Tuesday, November 8, 2011

Firm Commitments

There are a number of ways you can make firm commitments. You can commit to purchase a specific amount, a specific volume, or you can make a form of requirements commitment where you agree to purchase a specific percentage, if not all of your business for a specific item to a specific supplier. If you decide that it makes business sense to make a firm commitment there are three things that always should be addressed.
1. How do you keep the supplier competitive during the term of the commitment?
2. What liability should you have if you fail to meet the firm commitment?
3. What actions or events should excuse you from purchases or reduce the quantities?.

The first issue I addressed in a Blog called Price - Getting Competitive price when locked in that’s dated September 2, 2011. That post talks about a number of tools that should be included in your agreement when you make firm commitments so the supplier either most perform or they run the risk of losing the commitment.

The amount of liability that you should have should be based upon they concept that the supplier should be made whole for the failure to meet the required commitment, but should not profit from the failure to meet the commitment. In this respect its similar to a termination without cause. The real difference between a normal termination for cause under an agreement with no commitments is because you made a firm purchase commitment to the Supplier the supplier may also have made firm purchase commitments to their subcontractors and suppliers. So instead of only being liable for unique inventory on had and on order that they can’t otherwise consume, you now are going to be looked upon to be liable for all those costs. To me the best approach is to negotiate what your maximum liability will be upfront so you establish the maximum amount you will be liable for if you fail to meet the commitment. That does two things. It creates a cap on you liability that you could potentially negotiate down from. More important, it will drive the suppliers behavior with their subcontractors and material suppliers so they don’t make commitments to them that they won’t be able to recover from you. Unless there was a major cost break on materials that was volume sensitive or the firm commitment drove the investment in equipment that would not be fully amortized by the volume you should be able to further manage you potential liability by doing things like require that the items not be built ahead, but there purchases should be based upon your forecasts and your orders,

Whenever I have agreed to make a firm commitment, I’ve also always included actions or events that count toward toward the commitment so that the size of the commitment is reduced when those actions or events occur. Those include:
For any force majeure events claimed by the Supplier I want the volumes that I would have procured from them during that period to count against the commitment. Most suppliers don’t like that, but most also have business interruption insurance that covers them against there casualty losses.
For any periods in which the supplier is selling under allocation where they cannot meet the volumes I ordered. I want all those unfulfilled amounts to count toward the commitment.
If they have delivery or quality problems where I had to make purchases from a distributor to make up for those problems, I want those to be counted towards the commitment.
For any other problems caused by the supplier that limits their ability to meet my needs, when I need them, I want all those volumes counted.
The reason why I want all those volumes committed is I made the firm commitment to purchase them for a specific time frame based upon the needs that my company had during that time frame. I don’t want to be forced to buy product after I no longer want or need it. If they couldn’t meet their commitments I also don’t want to negatively impact a supplier that stepped up to help me when they couldn’t deliver.

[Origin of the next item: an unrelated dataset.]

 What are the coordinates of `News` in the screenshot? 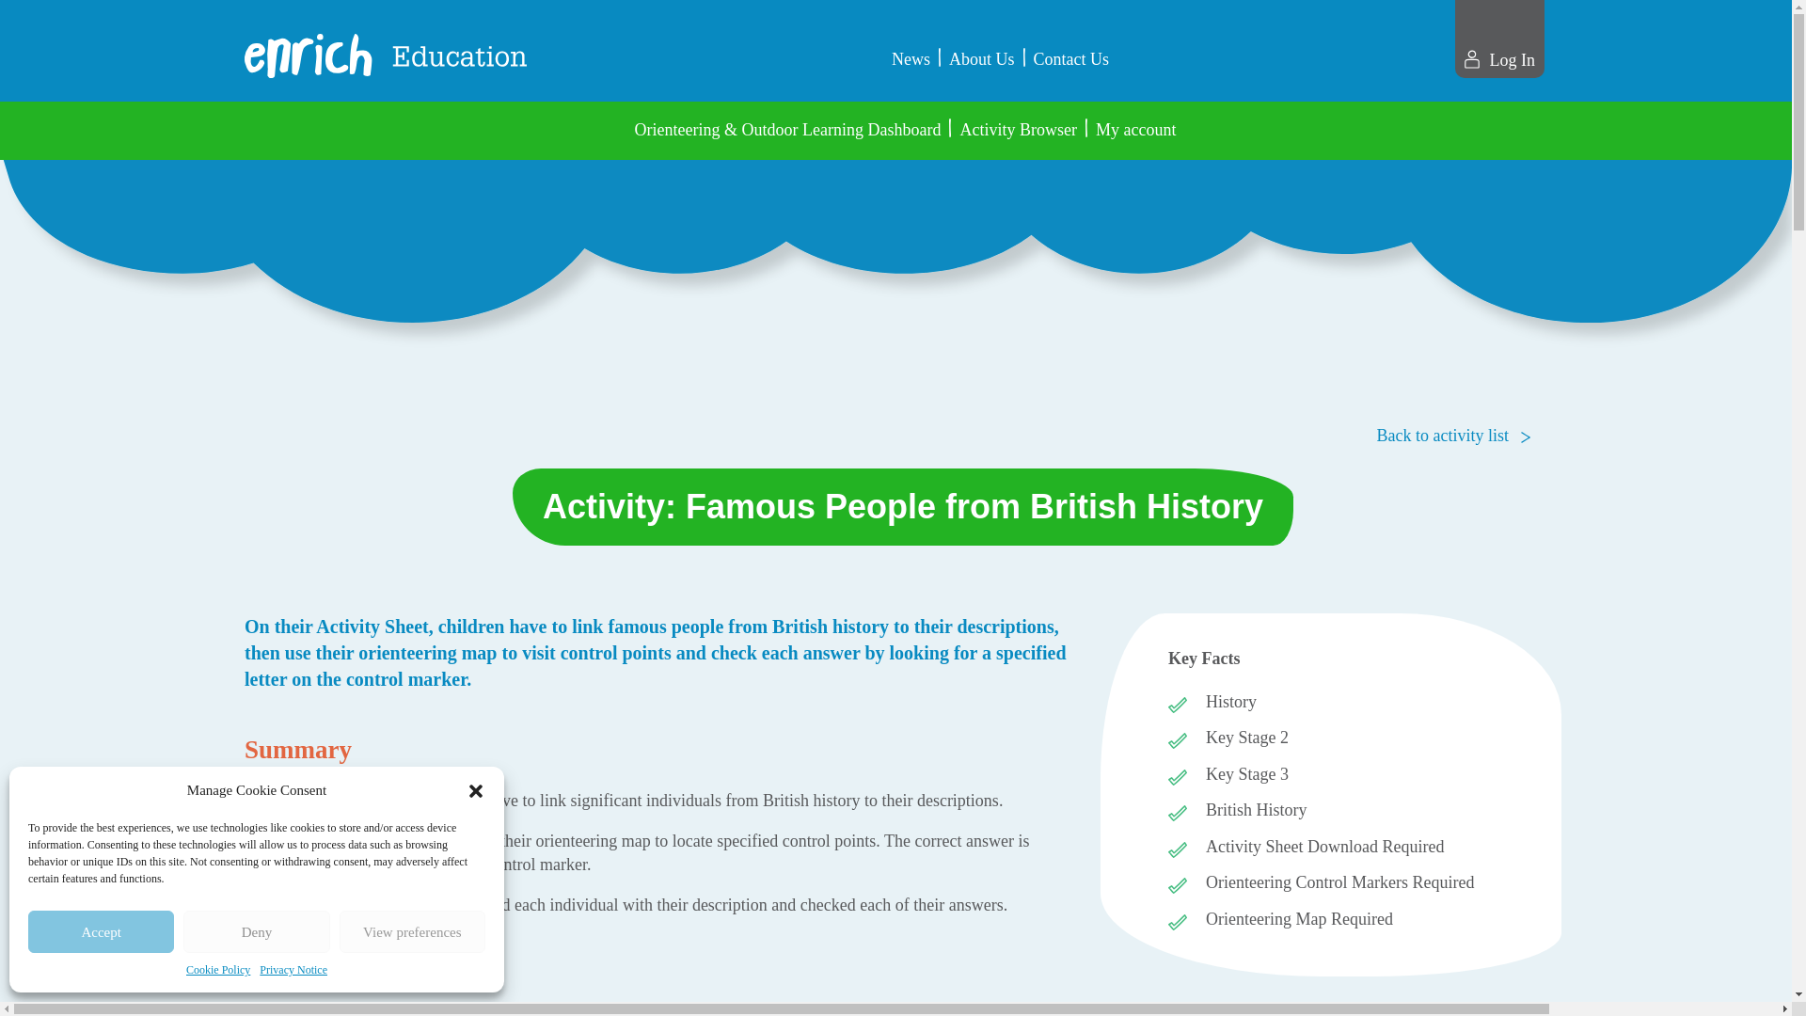 It's located at (910, 58).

Let me give you a simple example. The supplier has a force majeure situation (a fire in their plant). It takes them nine months to recover to where they could produce product. The full production cycle for the supplier is 16 weeks or four months. This means that they have an excusable delay for thirteen months.

When they had the force majeure I still needed the product. I qualified another supplier, I investment in additional equipment and tooling. That supplier met my needs. Now that they have recovered if I didn’t have those volumes in the interim counting as meeting the commitment, I would still have to purchase those 13 months of volumes from them. I may not need 13 months of volumes any more. Even if I did need them volumes, if I wasn’t excused from the commitment, I would need to take that into account in the volumes I give to the supplier that came in to help me. In a worst case I would need to cliff the second supplier (reduce their volumes to zero) and lose unliquidated portions of the investments I made to bring them on. If you do that Suppliers will learn about it and the supplier you cliffed and other suppliers will be reluctant to help you in the future. If the commitment amount was reduced and you needed the product you could probably split the supply.